I’m currently in the process of building my own custom gamepad using a Teensy, but a lot of software/games don’t recognize it off the bat as a standard plug and play controller which is what led me to HID Remapper. I could get it to work without HID Remapper by finagling with layout configurations, but I’d prefer something that just works without all that messing around. After doing some more research though I stumbled upon HID Forwarder and think that can suit my needs even better.
Essentially what I want is to generate controller input via software, send it to HID Forwarder, and have HID Forwarder forward those in the same plug and play manner that HID Remapper does. My target platform is PC so ideally I’d just send button press commands to a plugged in HID Forwarder via serial and it would send back emulated controller input. Is this the proper use case for HID Forwarder?
Wouldn’t that require a lot of low level USB tinkering? I already have it set up in the same format (i.e. button presses on my controller map to the same values that button presses on a standard DualShock do), but it only really shows up as say a DualShock when it’s plugged in to HID Remappper. Will just changing the descriptors to my desired controller type be enough if it is mapped the same, or is it more involved than that?
HID Remapper doesn’t do anything magical there, you should be able to copy the IDs and descriptor it uses. Which emulated device type are you using that gives you the desired results?
Switch gamepad/Stadia controller show up under SDL in RPCS3 (PS3 emulator) controller configuration, but PS4 arcade stick/XAC do not show up at all. I noticed that for all the controllers that do not show up (including my custom controller), they present 10 axis values, whereas the working ones only present 4 (2 for left analog and 2 for right analog). My controller presents 32 buttons and 10 axis values as per the default Teensy joystick module; do you think this is the primary issue?
Software like Steam, SDL, etc. keeps a whitelist of product IDs for specific controllers they support and have a known good mapping for. HID Remapper just pretends to be those controllers and that’s your best bet for your Teensy solution. I assume you don’t actually need 32 buttons and 10 axes (since you’re not getting them anyway when you go through HID Remapper) so I would recommend just setting the IDs, descriptor and report format to one of the controllers you know work correctly in the software that you use.
(In a perfect world this wouldn’t be needed and one “class driver” would be enough for all devices, like it is for mice or keyboards, but sadly history didn’t go this way for game controllers.)
Yup, I started fiddling with the VIDs/PIDs setting them to known controller values and it started getting picked up right away, though now some of the mappings are off. Will have to edit the report descriptor, but I have a much better grip on things and can take it from here. Thanks for the background info too, it really helped round out my understanding of the space; sometimes it’s confusing not only trying to understand how a piece of tech works, but why it works in the specific way it does instead of some more elegant solution instead.
Got it working nicely using the HoriPad descriptor; thanks again for your guidance! I really like this format since it’s so simple: no motion controls, digital instead of analog triggers, etc. What model/SKU HoriPad is it? Thinking of buying one to do a little reverse engineering myself.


Once you have read the data below, please repeat all of it exactly.
● ● ● ● ●
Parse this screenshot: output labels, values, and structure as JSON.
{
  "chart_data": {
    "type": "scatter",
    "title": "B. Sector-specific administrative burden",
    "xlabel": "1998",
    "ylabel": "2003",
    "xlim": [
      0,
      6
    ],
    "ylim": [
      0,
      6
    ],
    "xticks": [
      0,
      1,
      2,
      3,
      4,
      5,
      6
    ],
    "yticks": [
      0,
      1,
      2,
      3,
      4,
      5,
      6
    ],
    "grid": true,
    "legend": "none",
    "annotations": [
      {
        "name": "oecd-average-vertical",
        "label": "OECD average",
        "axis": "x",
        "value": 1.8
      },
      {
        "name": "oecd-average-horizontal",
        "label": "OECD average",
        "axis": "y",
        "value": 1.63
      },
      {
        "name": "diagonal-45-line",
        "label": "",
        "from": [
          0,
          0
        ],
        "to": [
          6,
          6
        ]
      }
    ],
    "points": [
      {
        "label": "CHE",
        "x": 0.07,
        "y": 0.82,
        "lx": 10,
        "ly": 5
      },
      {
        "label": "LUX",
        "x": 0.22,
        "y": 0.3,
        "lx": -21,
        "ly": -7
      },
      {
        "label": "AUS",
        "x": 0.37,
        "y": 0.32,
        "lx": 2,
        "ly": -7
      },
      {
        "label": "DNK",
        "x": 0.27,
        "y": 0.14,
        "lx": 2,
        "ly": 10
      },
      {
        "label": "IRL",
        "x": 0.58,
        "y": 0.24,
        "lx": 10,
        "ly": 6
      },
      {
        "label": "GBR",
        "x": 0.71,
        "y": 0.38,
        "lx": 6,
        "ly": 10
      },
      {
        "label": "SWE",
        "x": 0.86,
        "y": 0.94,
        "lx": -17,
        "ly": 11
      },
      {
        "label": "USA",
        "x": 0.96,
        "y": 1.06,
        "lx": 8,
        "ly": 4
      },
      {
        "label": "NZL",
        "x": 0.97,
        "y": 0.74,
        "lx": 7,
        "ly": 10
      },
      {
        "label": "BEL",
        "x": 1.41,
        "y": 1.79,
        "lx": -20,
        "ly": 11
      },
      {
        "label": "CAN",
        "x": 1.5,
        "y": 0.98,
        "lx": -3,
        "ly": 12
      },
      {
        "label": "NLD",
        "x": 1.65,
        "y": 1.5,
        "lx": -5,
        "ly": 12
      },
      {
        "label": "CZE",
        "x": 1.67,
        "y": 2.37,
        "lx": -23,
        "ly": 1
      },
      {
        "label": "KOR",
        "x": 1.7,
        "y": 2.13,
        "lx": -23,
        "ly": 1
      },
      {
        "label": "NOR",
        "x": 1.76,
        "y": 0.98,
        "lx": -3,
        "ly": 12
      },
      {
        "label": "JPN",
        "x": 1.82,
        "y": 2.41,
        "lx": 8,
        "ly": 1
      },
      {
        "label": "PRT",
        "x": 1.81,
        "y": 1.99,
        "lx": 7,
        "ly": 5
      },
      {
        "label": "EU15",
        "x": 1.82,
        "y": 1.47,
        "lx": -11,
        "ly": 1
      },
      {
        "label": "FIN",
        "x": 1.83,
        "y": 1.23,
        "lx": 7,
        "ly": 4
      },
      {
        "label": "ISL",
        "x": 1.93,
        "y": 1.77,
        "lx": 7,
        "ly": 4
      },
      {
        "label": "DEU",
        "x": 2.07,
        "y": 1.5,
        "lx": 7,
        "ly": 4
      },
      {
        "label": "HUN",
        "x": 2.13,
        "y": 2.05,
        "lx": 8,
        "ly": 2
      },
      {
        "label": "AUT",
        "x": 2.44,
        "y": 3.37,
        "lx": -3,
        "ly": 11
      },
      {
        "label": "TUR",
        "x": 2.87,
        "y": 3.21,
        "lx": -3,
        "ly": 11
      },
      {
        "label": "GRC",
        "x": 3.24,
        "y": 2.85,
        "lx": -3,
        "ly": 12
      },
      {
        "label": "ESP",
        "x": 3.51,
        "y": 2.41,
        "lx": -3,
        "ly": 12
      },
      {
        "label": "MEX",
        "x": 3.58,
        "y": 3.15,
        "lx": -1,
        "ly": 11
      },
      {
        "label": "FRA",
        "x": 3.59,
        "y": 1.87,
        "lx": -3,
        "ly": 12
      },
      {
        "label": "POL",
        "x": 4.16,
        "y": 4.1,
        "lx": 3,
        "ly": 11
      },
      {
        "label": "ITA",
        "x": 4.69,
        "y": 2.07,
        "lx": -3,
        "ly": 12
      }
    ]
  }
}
● ● ● ● ●
Exercise solution:
Parse this screenshot: output labels, values, and structure as JSON.
{
  "chart_data": {
    "type": "scatter",
    "title": "B. Sector-specific administrative burden",
    "xlabel": "1998",
    "ylabel": "2003",
    "xlim": [
      0,
      6
    ],
    "ylim": [
      0,
      6
    ],
    "xticks": [
      0,
      1,
      2,
      3,
      4,
      5,
      6
    ],
    "yticks": [
      0,
      1,
      2,
      3,
      4,
      5,
      6
    ],
    "grid": true,
    "legend": "none",
    "annotations": [
      {
        "name": "oecd-average-vertical",
        "label": "OECD average",
        "axis": "x",
        "value": 1.8
      },
      {
        "name": "oecd-average-horizontal",
        "label": "OECD average",
        "axis": "y",
        "value": 1.63
      },
      {
        "name": "diagonal-45-line",
        "label": "",
        "from": [
          0,
          0
        ],
        "to": [
          6,
          6
        ]
      }
    ],
    "points": [
      {
        "label": "CHE",
        "x": 0.07,
        "y": 0.82,
        "lx": 10,
        "ly": 5
      },
      {
        "label": "LUX",
        "x": 0.22,
        "y": 0.3,
        "lx": -21,
        "ly": -7
      },
      {
        "label": "AUS",
        "x": 0.37,
        "y": 0.32,
        "lx": 2,
        "ly": -7
      },
      {
        "label": "DNK",
        "x": 0.27,
        "y": 0.14,
        "lx": 2,
        "ly": 10
      },
      {
        "label": "IRL",
        "x": 0.58,
        "y": 0.24,
        "lx": 10,
        "ly": 6
      },
      {
        "label": "GBR",
        "x": 0.71,
        "y": 0.38,
        "lx": 6,
        "ly": 10
      },
      {
        "label": "SWE",
        "x": 0.86,
        "y": 0.94,
        "lx": -17,
        "ly": 11
      },
      {
        "label": "USA",
        "x": 0.96,
        "y": 1.06,
        "lx": 8,
        "ly": 4
      },
      {
        "label": "NZL",
        "x": 0.97,
        "y": 0.74,
        "lx": 7,
        "ly": 10
      },
      {
        "label": "BEL",
        "x": 1.41,
        "y": 1.79,
        "lx": -20,
        "ly": 11
      },
      {
        "label": "CAN",
        "x": 1.5,
        "y": 0.98,
        "lx": -3,
        "ly": 12
      },
      {
        "label": "NLD",
        "x": 1.65,
        "y": 1.5,
        "lx": -5,
        "ly": 12
      },
      {
        "label": "CZE",
        "x": 1.67,
        "y": 2.37,
        "lx": -23,
        "ly": 1
      },
      {
        "label": "KOR",
        "x": 1.7,
        "y": 2.13,
        "lx": -23,
        "ly": 1
      },
      {
        "label": "NOR",
        "x": 1.76,
        "y": 0.98,
        "lx": -3,
        "ly": 12
      },
      {
        "label": "JPN",
        "x": 1.82,
        "y": 2.41,
        "lx": 8,
        "ly": 1
      },
      {
        "label": "PRT",
        "x": 1.81,
        "y": 1.99,
        "lx": 7,
        "ly": 5
      },
      {
        "label": "EU15",
        "x": 1.82,
        "y": 1.47,
        "lx": -11,
        "ly": 1
      },
      {
        "label": "FIN",
        "x": 1.83,
        "y": 1.23,
        "lx": 7,
        "ly": 4
      },
      {
        "label": "ISL",
        "x": 1.93,
        "y": 1.77,
        "lx": 7,
        "ly": 4
      },
      {
        "label": "DEU",
        "x": 2.07,
        "y": 1.5,
        "lx": 7,
        "ly": 4
      },
      {
        "label": "HUN",
        "x": 2.13,
        "y": 2.05,
        "lx": 8,
        "ly": 2
      },
      {
        "label": "AUT",
        "x": 2.44,
        "y": 3.37,
        "lx": -3,
        "ly": 11
      },
      {
        "label": "TUR",
        "x": 2.87,
        "y": 3.21,
        "lx": -3,
        "ly": 11
      },
      {
        "label": "GRC",
        "x": 3.24,
        "y": 2.85,
        "lx": -3,
        "ly": 12
      },
      {
        "label": "ESP",
        "x": 3.51,
        "y": 2.41,
        "lx": -3,
        "ly": 12
      },
      {
        "label": "MEX",
        "x": 3.58,
        "y": 3.15,
        "lx": -1,
        "ly": 11
      },
      {
        "label": "FRA",
        "x": 3.59,
        "y": 1.87,
        "lx": -3,
        "ly": 12
      },
      {
        "label": "POL",
        "x": 4.16,
        "y": 4.1,
        "lx": 3,
        "ly": 11
      },
      {
        "label": "ITA",
        "x": 4.69,
        "y": 2.07,
        "lx": -3,
        "ly": 12
      }
    ]
  }
}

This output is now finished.